Golden Nugget, Las Vegas circa 1972-1977
National Archives and Records Administration
Golden Nugget, Las Vegas circa 1972-1977

A Las Vegas hotel-casino recently celebrated its diamond jubilee. The Golden Nugget is seventy-five.

The old sign above the property had 1905 on it. That signified that it was part of the railroad townsite auctioned off that year. But the casino didn’t open then. That would come in 1946, thanks to a former Los Angeles vice cop turned syndicate operative, Guy McAfee. You heard that right—he went from the right side of the law to the wrong side.
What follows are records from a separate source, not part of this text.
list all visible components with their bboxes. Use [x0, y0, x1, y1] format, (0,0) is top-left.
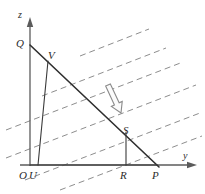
dashed-parallel-line-1: [42, 48, 166, 96]
parallel-dashed-family: [6, 29, 202, 190]
point-label-V: V: [48, 50, 55, 61]
y-axis-arrowhead: [187, 162, 197, 168]
point-label-P: P: [152, 170, 159, 181]
z-axis-arrowhead: [27, 17, 33, 27]
dashed-parallel-line-5: [60, 136, 202, 190]
segments-group: [30, 45, 159, 167]
point-label-O: O: [19, 170, 27, 181]
point-label-U: U: [29, 170, 37, 181]
dashed-parallel-line-0: [80, 29, 149, 56]
dashed-parallel-line-2: [6, 62, 183, 130]
hypotenuse-QP: [30, 45, 159, 167]
dashed-parallel-line-3: [6, 85, 196, 158]
point-label-R: R: [120, 170, 127, 181]
y-axis-label: y: [183, 151, 187, 161]
point-label-S: S: [123, 125, 129, 136]
geometry-figure: QVSOURP z y: [0, 0, 205, 194]
z-axis-label: z: [18, 10, 22, 20]
segment-UV: [38, 61, 48, 165]
point-label-Q: Q: [16, 38, 24, 49]
figure-canvas: [0, 0, 205, 194]
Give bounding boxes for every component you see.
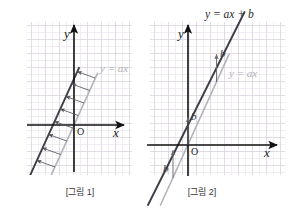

McAfee had done well in Los Angeles, but a new mayor took office in 1938. Fletcher Bowron had committed to getting rid of McAfee and his friends. McAfee headed up Highway 91 to Las Vegas. He would have quite an impact. He started out by buying a club on the highway and calling it the 91 Club. He sold it to the builders of the Hotel Last Frontier. He moved downtown and bought a couple of casinos. He also planned something bigger.

In 1945, McAfee announced plans for a new casino on the southwest corner of Second and Fremont. He had several investors with him, but it was mostly his baby. When it opened on August 30, it was modeled on San Francisco’s Barbary Coast during the Gold Rush, and a bar called the Golden Nugget. He insisted on Victorian era fixtures and wood, along with Italian marble. It became known for no-limit gambling and its enormous neon sign, complete with a shining nugget. It also was known for expanding to include other casinos west of it along Fremont Street. That was largely the work of McAfee’s successor, Buck Blaine, who had worked at the Golden Nugget from day one after originally coming to southern Nevada to work on Hoover Dam construction. Blaine retired in 1972.

That led to a new era. A young entrepreneur, Steve Wynn, bought up a majority interest in the Golden Nugget and began retooling it. He opened its first hotel tower. He got the city to let him expand across Carson Street—he put a restaurant called Carson Street Café, for obvious reasons. And the Golden Nugget became the foundation of his empire. He expanded into Atlantic City, which enabled him to bring big-name entertainment to the original property. Frank Sinatra moved to his company and performed downtown. Wynn went on to add other towers and attractions until MGM Resorts took over the Golden Nugget and Wynn’s other hotels in 2000.

It was a measure of the Golden Nugget’s success that when MGM decided to sell it, the Poster Financial Group—Tim Poster and Tom Breitling—bought it for two hundred and fifteen million. They soon sold to Landry’s, headed by Tillman Fertitta, a relative of another prominent Las Vegas family in the gaming industry. The Golden Nugget’s growth has continued with expansion to the west, more restaurants, entertainment, and attractions. These include a display of the world’s largest gold nugget and a thirty-million-dollar, three story attraction called The Tank that includes 300 animals—among them, five shark species. Seventy-five years later, Guy McAfee just might be a bit surprised.